His Stature reached the Sky, and on his Crest
Sat horror plum'd;--
I must here take [notice, [6]] that Milton is every where full of Hints
and sometimes literal Translations, taken from the greatest of the Greek
and Latin Poets. But this I may reserve for a Discourse by it self,
because I would not break the Thread of these Speculations, that are
designed for English Readers, with such Reflections as would be of no
use but to the Learned.
I must however observe in this Place, that the breaking off the Combat
between Gabriel and Satan, by the hanging out of the Golden Scales in
Heaven, is a Refinement upon Homers Thought, who tells us, that before
the Battle between Hector and Achilles, Jupiter weighed the Event of it
in a pair of Scales. The Reader may see the whole Passage in the 22nd
Iliad.
Virgil, before the last decisive Combat, describes Jupiter in the same
manner, as weighing the Fates of Turnus and AEneas. Milton, though he
fetched this beautiful Circumstance from the Iliad and AEneid, does not
only insert it as a Poetical Embellishment, like the Authors
above-mentioned; but makes an artful use of it for the proper carrying
on of his Fable, and for the breaking off the Combat between the two
Warriors, who were upon the point of engaging.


* **Exercise**
In your reply, write out the records exactly, each line intact.

[Stored data]
****

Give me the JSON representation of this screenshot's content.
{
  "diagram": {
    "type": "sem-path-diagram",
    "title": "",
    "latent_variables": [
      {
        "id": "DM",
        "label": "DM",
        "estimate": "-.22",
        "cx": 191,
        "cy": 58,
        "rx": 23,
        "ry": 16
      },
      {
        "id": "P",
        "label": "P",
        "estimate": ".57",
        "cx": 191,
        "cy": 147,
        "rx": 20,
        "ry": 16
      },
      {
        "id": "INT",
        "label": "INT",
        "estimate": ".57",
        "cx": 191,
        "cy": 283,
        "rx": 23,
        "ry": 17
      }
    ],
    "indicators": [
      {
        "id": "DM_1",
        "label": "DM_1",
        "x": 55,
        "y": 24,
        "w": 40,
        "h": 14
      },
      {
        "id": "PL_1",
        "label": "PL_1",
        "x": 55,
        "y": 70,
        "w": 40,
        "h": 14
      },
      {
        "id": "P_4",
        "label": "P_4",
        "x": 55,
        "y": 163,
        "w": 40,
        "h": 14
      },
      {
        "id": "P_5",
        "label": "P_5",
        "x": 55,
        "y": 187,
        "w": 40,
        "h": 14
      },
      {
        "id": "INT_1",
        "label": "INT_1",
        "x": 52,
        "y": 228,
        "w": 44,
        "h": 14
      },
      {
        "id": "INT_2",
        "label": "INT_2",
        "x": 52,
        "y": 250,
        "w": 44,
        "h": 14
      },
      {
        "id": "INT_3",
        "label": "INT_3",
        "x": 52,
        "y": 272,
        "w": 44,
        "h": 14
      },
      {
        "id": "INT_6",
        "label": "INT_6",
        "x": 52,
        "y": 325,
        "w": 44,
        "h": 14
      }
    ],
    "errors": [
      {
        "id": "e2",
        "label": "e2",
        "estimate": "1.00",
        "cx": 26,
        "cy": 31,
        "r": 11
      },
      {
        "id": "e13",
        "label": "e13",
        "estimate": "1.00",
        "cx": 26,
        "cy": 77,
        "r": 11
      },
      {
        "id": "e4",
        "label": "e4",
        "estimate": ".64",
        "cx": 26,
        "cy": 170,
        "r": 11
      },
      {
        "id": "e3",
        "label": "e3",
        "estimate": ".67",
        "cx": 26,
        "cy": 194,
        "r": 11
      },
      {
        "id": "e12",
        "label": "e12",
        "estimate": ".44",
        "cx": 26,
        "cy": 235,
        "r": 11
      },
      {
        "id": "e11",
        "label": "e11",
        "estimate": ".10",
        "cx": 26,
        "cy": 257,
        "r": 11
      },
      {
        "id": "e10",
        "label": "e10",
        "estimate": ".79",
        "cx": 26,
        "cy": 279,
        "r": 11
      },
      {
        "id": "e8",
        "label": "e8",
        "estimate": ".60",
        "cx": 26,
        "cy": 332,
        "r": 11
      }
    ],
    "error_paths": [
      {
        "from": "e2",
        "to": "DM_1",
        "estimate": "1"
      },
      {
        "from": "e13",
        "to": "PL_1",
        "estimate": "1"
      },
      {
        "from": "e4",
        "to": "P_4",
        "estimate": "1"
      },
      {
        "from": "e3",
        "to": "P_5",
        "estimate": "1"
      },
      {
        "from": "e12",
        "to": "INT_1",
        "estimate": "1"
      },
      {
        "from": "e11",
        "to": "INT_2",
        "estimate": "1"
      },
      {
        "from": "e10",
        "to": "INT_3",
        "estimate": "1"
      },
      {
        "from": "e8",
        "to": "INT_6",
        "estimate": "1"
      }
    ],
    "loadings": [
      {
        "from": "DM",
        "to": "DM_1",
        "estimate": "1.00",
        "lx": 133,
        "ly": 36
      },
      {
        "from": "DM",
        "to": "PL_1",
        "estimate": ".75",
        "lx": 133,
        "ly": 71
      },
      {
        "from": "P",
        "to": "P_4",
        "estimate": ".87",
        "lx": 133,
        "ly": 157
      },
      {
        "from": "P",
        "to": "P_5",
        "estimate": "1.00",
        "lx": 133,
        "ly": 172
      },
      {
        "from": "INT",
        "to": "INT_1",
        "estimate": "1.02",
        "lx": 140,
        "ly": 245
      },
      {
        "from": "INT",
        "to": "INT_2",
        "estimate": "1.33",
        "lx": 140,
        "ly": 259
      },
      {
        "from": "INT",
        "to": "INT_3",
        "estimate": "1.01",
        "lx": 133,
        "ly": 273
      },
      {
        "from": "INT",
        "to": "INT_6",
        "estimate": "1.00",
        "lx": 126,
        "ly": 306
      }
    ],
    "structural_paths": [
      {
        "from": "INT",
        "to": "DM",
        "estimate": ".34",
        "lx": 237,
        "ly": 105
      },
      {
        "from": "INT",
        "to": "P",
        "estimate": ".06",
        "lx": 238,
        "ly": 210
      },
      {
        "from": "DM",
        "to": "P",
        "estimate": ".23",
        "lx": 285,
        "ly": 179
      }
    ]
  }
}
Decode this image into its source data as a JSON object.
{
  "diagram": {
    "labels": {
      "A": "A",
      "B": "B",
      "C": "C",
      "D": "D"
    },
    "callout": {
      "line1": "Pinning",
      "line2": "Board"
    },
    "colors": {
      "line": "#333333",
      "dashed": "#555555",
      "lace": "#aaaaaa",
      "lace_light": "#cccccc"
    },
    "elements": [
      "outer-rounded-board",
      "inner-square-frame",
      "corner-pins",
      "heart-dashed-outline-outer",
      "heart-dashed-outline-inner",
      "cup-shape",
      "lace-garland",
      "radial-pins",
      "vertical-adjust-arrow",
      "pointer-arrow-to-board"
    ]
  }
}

****

* **Task answer**
Give me the JSON representation of this screenshot's content.
{
  "diagram": {
    "type": "sem-path-diagram",
    "title": "",
    "latent_variables": [
      {
        "id": "DM",
        "label": "DM",
        "estimate": "-.22",
        "cx": 191,
        "cy": 58,
        "rx": 23,
        "ry": 16
      },
      {
        "id": "P",
        "label": "P",
        "estimate": ".57",
        "cx": 191,
        "cy": 147,
        "rx": 20,
        "ry": 16
      },
      {
        "id": "INT",
        "label": "INT",
        "estimate": ".57",
        "cx": 191,
        "cy": 283,
        "rx": 23,
        "ry": 17
      }
    ],
    "indicators": [
      {
        "id": "DM_1",
        "label": "DM_1",
        "x": 55,
        "y": 24,
        "w": 40,
        "h": 14
      },
      {
        "id": "PL_1",
        "label": "PL_1",
        "x": 55,
        "y": 70,
        "w": 40,
        "h": 14
      },
      {
        "id": "P_4",
        "label": "P_4",
        "x": 55,
        "y": 163,
        "w": 40,
        "h": 14
      },
      {
        "id": "P_5",
        "label": "P_5",
        "x": 55,
        "y": 187,
        "w": 40,
        "h": 14
      },
      {
        "id": "INT_1",
        "label": "INT_1",
        "x": 52,
        "y": 228,
        "w": 44,
        "h": 14
      },
      {
        "id": "INT_2",
        "label": "INT_2",
        "x": 52,
        "y": 250,
        "w": 44,
        "h": 14
      },
      {
        "id": "INT_3",
        "label": "INT_3",
        "x": 52,
        "y": 272,
        "w": 44,
        "h": 14
      },
      {
        "id": "INT_6",
        "label": "INT_6",
        "x": 52,
        "y": 325,
        "w": 44,
        "h": 14
      }
    ],
    "errors": [
      {
        "id": "e2",
        "label": "e2",
        "estimate": "1.00",
        "cx": 26,
        "cy": 31,
        "r": 11
      },
      {
        "id": "e13",
        "label": "e13",
        "estimate": "1.00",
        "cx": 26,
        "cy": 77,
        "r": 11
      },
      {
        "id": "e4",
        "label": "e4",
        "estimate": ".64",
        "cx": 26,
        "cy": 170,
        "r": 11
      },
      {
        "id": "e3",
        "label": "e3",
        "estimate": ".67",
        "cx": 26,
        "cy": 194,
        "r": 11
      },
      {
        "id": "e12",
        "label": "e12",
        "estimate": ".44",
        "cx": 26,
        "cy": 235,
        "r": 11
      },
      {
        "id": "e11",
        "label": "e11",
        "estimate": ".10",
        "cx": 26,
        "cy": 257,
        "r": 11
      },
      {
        "id": "e10",
        "label": "e10",
        "estimate": ".79",
        "cx": 26,
        "cy": 279,
        "r": 11
      },
      {
        "id": "e8",
        "label": "e8",
        "estimate": ".60",
        "cx": 26,
        "cy": 332,
        "r": 11
      }
    ],
    "error_paths": [
      {
        "from": "e2",
        "to": "DM_1",
        "estimate": "1"
      },
      {
        "from": "e13",
        "to": "PL_1",
        "estimate": "1"
      },
      {
        "from": "e4",
        "to": "P_4",
        "estimate": "1"
      },
      {
        "from": "e3",
        "to": "P_5",
        "estimate": "1"
      },
      {
        "from": "e12",
        "to": "INT_1",
        "estimate": "1"
      },
      {
        "from": "e11",
        "to": "INT_2",
        "estimate": "1"
      },
      {
        "from": "e10",
        "to": "INT_3",
        "estimate": "1"
      },
      {
        "from": "e8",
        "to": "INT_6",
        "estimate": "1"
      }
    ],
    "loadings": [
      {
        "from": "DM",
        "to": "DM_1",
        "estimate": "1.00",
        "lx": 133,
        "ly": 36
      },
      {
        "from": "DM",
        "to": "PL_1",
        "estimate": ".75",
        "lx": 133,
        "ly": 71
      },
      {
        "from": "P",
        "to": "P_4",
        "estimate": ".87",
        "lx": 133,
        "ly": 157
      },
      {
        "from": "P",
        "to": "P_5",
        "estimate": "1.00",
        "lx": 133,
        "ly": 172
      },
      {
        "from": "INT",
        "to": "INT_1",
        "estimate": "1.02",
        "lx": 140,
        "ly": 245
      },
      {
        "from": "INT",
        "to": "INT_2",
        "estimate": "1.33",
        "lx": 140,
        "ly": 259
      },
      {
        "from": "INT",
        "to": "INT_3",
        "estimate": "1.01",
        "lx": 133,
        "ly": 273
      },
      {
        "from": "INT",
        "to": "INT_6",
        "estimate": "1.00",
        "lx": 126,
        "ly": 306
      }
    ],
    "structural_paths": [
      {
        "from": "INT",
        "to": "DM",
        "estimate": ".34",
        "lx": 237,
        "ly": 105
      },
      {
        "from": "INT",
        "to": "P",
        "estimate": ".06",
        "lx": 238,
        "ly": 210
      },
      {
        "from": "DM",
        "to": "P",
        "estimate": ".23",
        "lx": 285,
        "ly": 179
      }
    ]
  }
}
Decode this image into its source data as a JSON object.
{
  "diagram": {
    "labels": {
      "A": "A",
      "B": "B",
      "C": "C",
      "D": "D"
    },
    "callout": {
      "line1": "Pinning",
      "line2": "Board"
    },
    "colors": {
      "line": "#333333",
      "dashed": "#555555",
      "lace": "#aaaaaa",
      "lace_light": "#cccccc"
    },
    "elements": [
      "outer-rounded-board",
      "inner-square-frame",
      "corner-pins",
      "heart-dashed-outline-outer",
      "heart-dashed-outline-inner",
      "cup-shape",
      "lace-garland",
      "radial-pins",
      "vertical-adjust-arrow",
      "pointer-arrow-to-board"
    ]
  }
}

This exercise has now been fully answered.